Though it’s still up in the air what will happen with that lawsuit, if the PSC goes along with its staff, Vero will at least have the PSC proceedings, and one notch in the win column, next week.

City Manager Jim O’Connor said, “It just repeats what we have been saying all along.”

The County seems to come out on the losing end of this one, with its options now limited to appealing the PSC’s decision or suing Vero in court.  County officials aren’t commenting other than County Attorney Dylan Reingold saying on Monday, “We are reviewing the PSC staff recommendations and we look forward to presenting our position on February 3rd,”

Vero’s utility attorney Robert Scheffel “Schef” Wright will argue for Vero, as will attorneys for most of Florida’s big power companies who also want to defend their right to permanent territories.

Reingold said the county’s utility attorney Floyd Self will be giving the the county’s presentation.

On Friday, the lead attorney for Indian River Shores, Bruce May, after conferring last Thursday with attorneys from the PSC, commented, “The recommendations make it clear that neither petition addresses nor undermines the Town’s lawsuit against the City.

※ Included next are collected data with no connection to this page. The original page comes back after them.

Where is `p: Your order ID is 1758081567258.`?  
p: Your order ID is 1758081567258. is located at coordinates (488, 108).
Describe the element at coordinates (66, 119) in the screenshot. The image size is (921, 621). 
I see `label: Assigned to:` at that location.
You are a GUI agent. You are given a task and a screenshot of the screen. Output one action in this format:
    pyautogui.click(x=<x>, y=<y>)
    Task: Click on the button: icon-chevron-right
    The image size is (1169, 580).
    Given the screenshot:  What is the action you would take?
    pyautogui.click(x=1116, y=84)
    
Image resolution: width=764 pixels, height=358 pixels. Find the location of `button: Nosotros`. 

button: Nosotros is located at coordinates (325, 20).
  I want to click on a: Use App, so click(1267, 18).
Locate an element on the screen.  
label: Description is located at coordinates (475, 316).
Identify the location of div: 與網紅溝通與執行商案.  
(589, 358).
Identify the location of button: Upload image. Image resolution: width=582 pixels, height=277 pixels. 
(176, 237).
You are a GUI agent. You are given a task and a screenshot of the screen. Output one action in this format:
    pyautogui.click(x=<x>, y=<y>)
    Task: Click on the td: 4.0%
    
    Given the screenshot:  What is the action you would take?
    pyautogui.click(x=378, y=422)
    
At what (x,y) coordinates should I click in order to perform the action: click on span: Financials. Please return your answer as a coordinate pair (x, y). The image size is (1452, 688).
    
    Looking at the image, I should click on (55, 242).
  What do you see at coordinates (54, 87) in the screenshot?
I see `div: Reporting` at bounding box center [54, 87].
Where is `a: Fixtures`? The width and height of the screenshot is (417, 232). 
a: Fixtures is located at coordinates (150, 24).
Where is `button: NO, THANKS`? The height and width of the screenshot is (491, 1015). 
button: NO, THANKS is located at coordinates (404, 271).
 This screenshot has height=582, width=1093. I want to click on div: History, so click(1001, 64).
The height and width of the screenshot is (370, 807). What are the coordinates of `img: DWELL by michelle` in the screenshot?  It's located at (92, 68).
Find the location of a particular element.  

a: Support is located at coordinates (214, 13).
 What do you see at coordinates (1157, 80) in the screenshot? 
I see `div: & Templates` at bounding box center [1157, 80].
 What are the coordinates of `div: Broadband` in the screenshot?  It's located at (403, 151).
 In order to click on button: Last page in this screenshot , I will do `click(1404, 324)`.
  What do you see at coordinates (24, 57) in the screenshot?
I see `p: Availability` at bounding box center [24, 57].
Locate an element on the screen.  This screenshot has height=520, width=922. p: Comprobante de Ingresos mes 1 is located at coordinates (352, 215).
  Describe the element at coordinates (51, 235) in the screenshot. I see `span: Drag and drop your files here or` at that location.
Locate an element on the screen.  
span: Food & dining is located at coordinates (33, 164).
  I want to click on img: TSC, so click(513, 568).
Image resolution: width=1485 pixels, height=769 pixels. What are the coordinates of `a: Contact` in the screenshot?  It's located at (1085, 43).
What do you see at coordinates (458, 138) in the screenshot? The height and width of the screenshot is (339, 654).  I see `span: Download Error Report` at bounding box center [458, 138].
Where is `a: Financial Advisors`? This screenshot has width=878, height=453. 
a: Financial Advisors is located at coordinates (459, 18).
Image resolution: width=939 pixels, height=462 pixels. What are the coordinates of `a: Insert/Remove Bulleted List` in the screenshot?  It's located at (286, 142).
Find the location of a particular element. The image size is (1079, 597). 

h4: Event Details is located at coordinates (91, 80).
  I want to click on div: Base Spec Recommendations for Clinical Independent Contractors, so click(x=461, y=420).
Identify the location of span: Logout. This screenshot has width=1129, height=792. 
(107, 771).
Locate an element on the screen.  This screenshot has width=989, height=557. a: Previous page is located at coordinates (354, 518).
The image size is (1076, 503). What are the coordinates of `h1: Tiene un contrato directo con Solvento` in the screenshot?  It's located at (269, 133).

In fact, the PSC staff cautions that it would be an abuse of the PSC’s authority to permit the use of a declaratory statement ‘as a means to attempt to obtain an administrative preemption over legal issues pending in the courts.’”

Later that day, Shores Mayor Brian Barefoot issued a statement, emphasizing that the PSC’s ruling is specifically meant to clarify the situation between Vero and unincorporated Indian River County – not the Shores.

“Should the PSC follow its staff recommendation, it would confirm that the City has the right and obligation to continue providing service in the unincorporated areas of the County upon expiration of the franchise agreement,” Barefoot said. “It is important to repeat that the PSC staff recommendation has no bearing on the lawsuit our Town has filed in circuit court, and indeed the staff acknowledged this in its recommendation. The staff made clear that the City’s petition does not concern or address the pending lawsuit.”

Should Vero Beach be inclined to hammer out some sort of settlement with the Shores that would end the lawsuit, but assure Vero’s taxpayers that they’ll still have funding coming in from 20,000 Indian River County ratepayers at the end of the day, the PSC’s decision might be the window of opportunity Vero and the Shores have been looking for.

Barefoot again emphasized the daylight between the County’s position and the Town’s rights under state law.

“As I have said before, our lawsuit is fundamentally different than the County’s filing,” he said. “One of the key issues in our pending lawsuit is that, under Florida’s constitution and municipal law, the City (of Vero Beach) does not have the extraterritorial powers to encroach and serve within the Town’s corporate limits without the Town’s consent. The PSC staff’s recommendation on the County’s petition recognized that such constitutional issues are reserved for the courts, not the PSC.”

The hearing is scheduled to take place at 9:30 a.m. Tuesday at the PSC’s headquarters in Tallahassee.